══ Exercise input

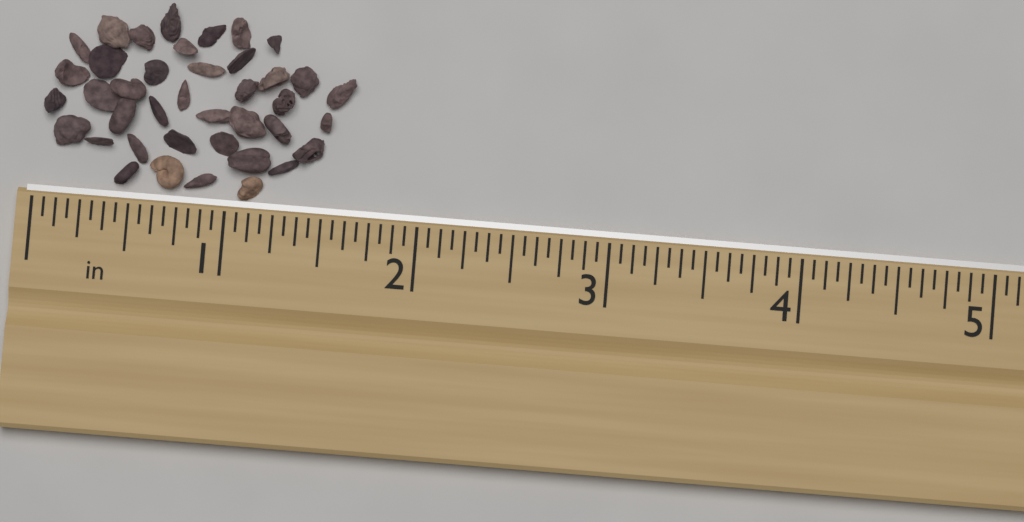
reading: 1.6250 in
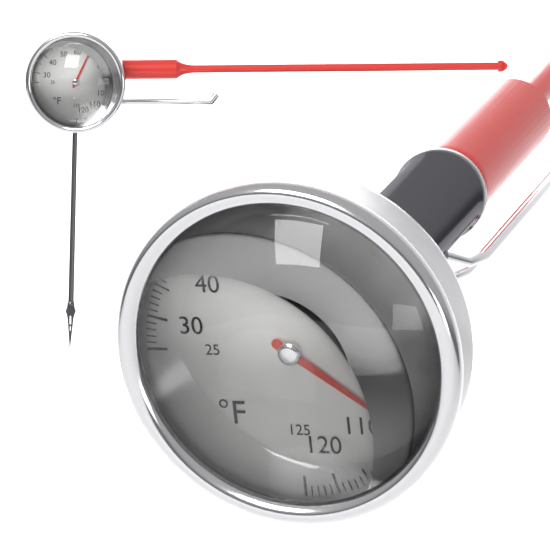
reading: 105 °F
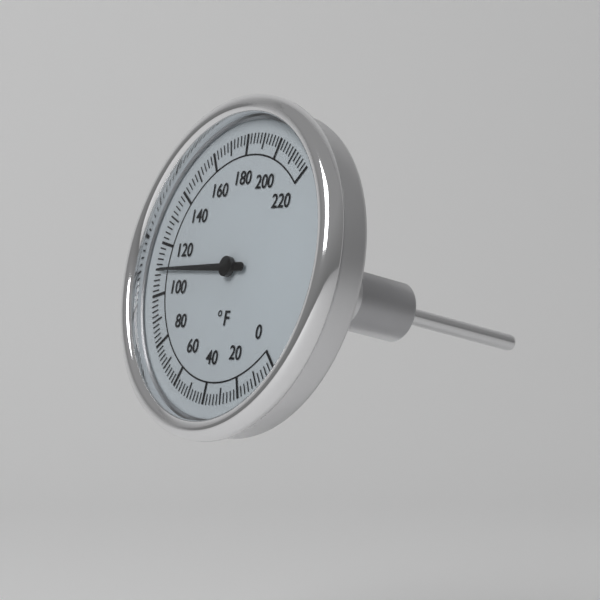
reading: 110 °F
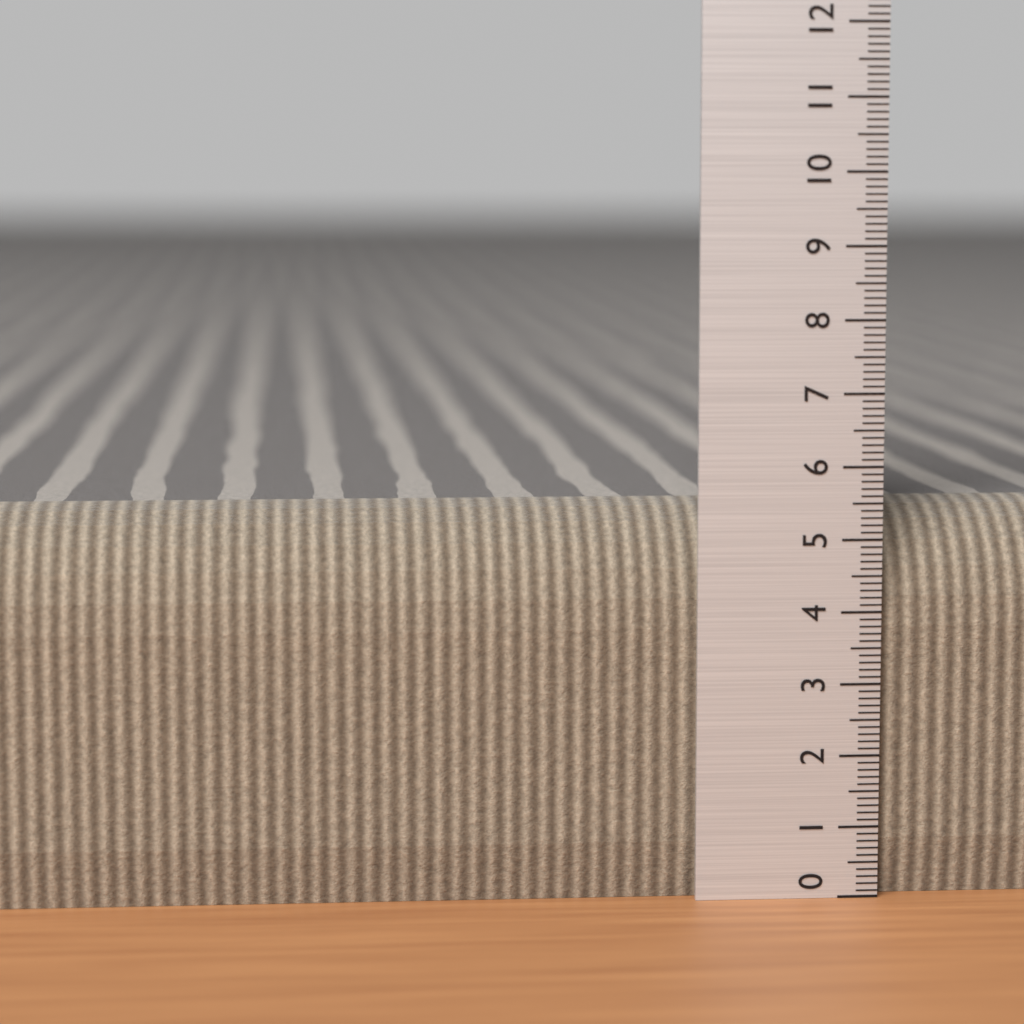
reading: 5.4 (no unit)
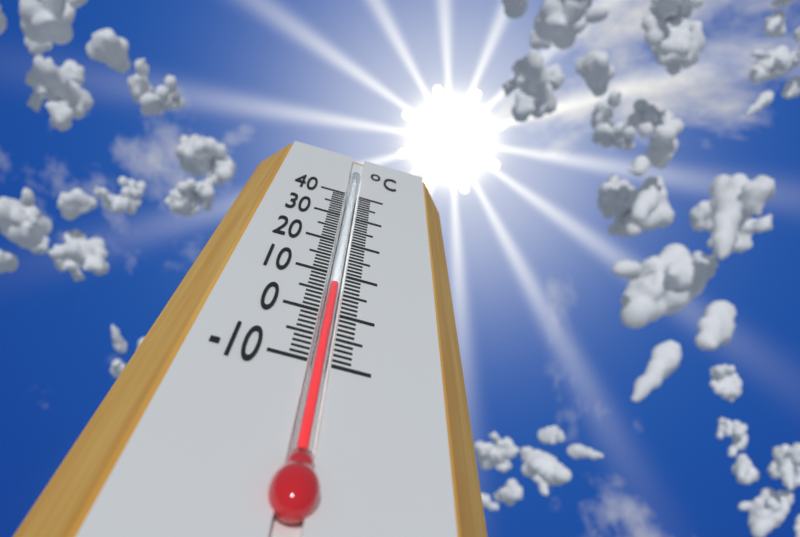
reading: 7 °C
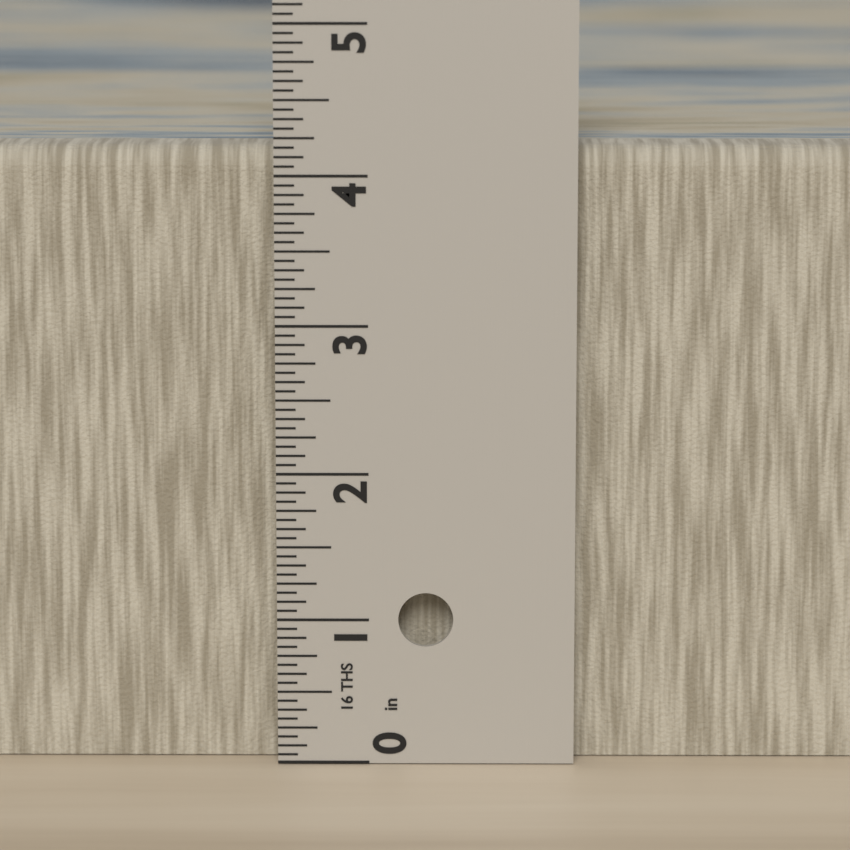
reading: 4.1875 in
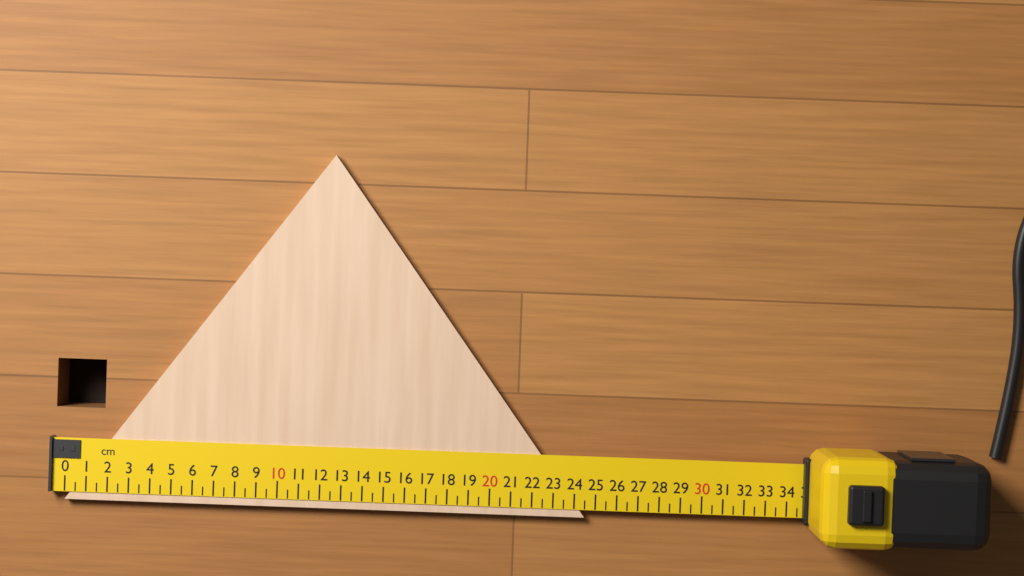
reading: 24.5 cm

════
══ Exercise input

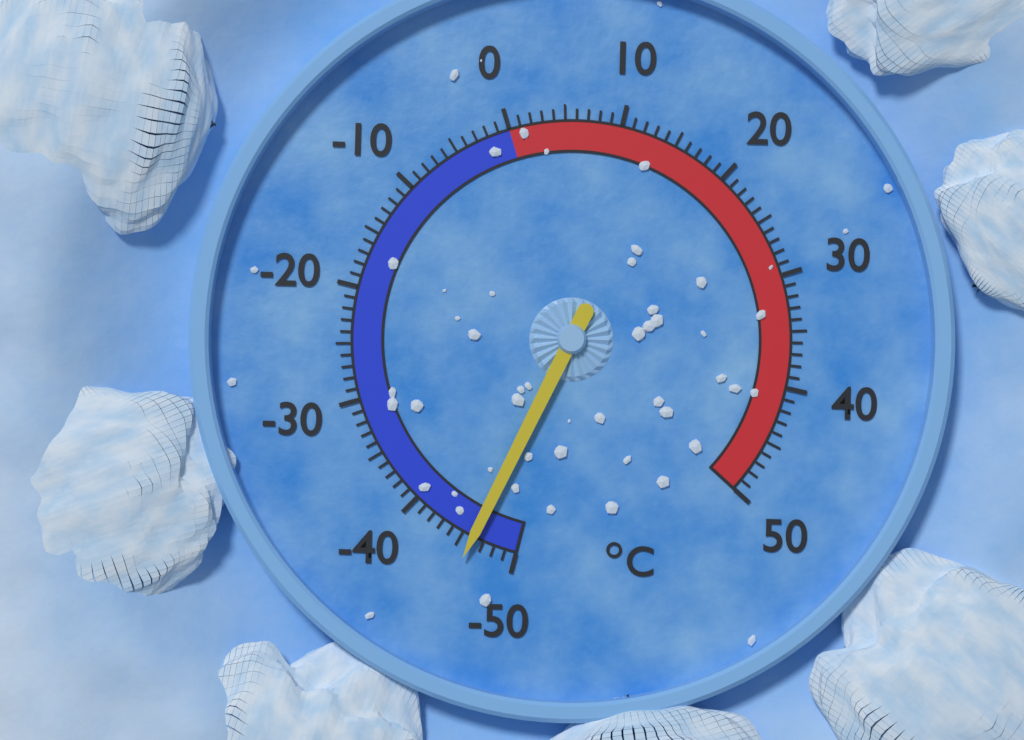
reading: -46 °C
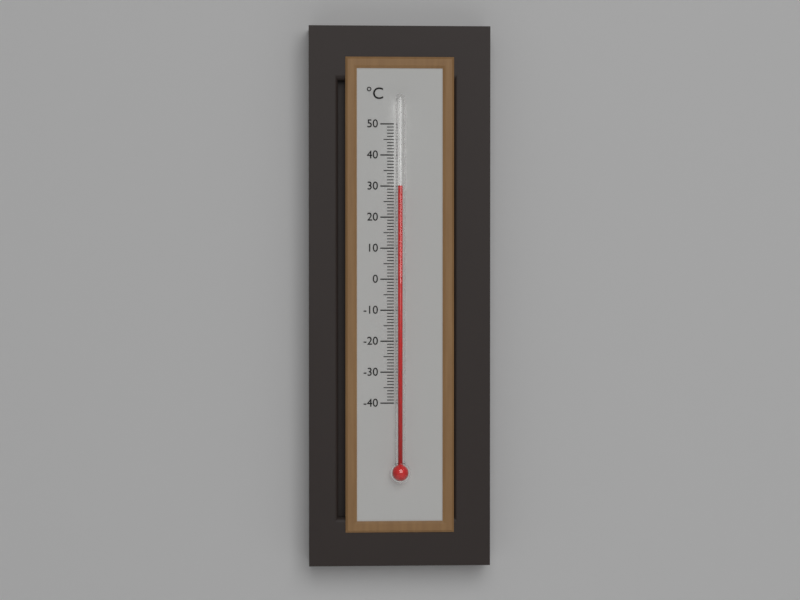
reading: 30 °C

════

## What needs to be done
Within the listing above, the lines from the one with "reading: 1.6250 in" through the one with "reading: 24.5 cm" are to be given again word for word. Do not include pictures.

## Response to the task
reading: 1.6250 in
reading: 105 °F
reading: 110 °F
reading: 5.4 (no unit)
reading: 7 °C
reading: 4.1875 in
reading: 24.5 cm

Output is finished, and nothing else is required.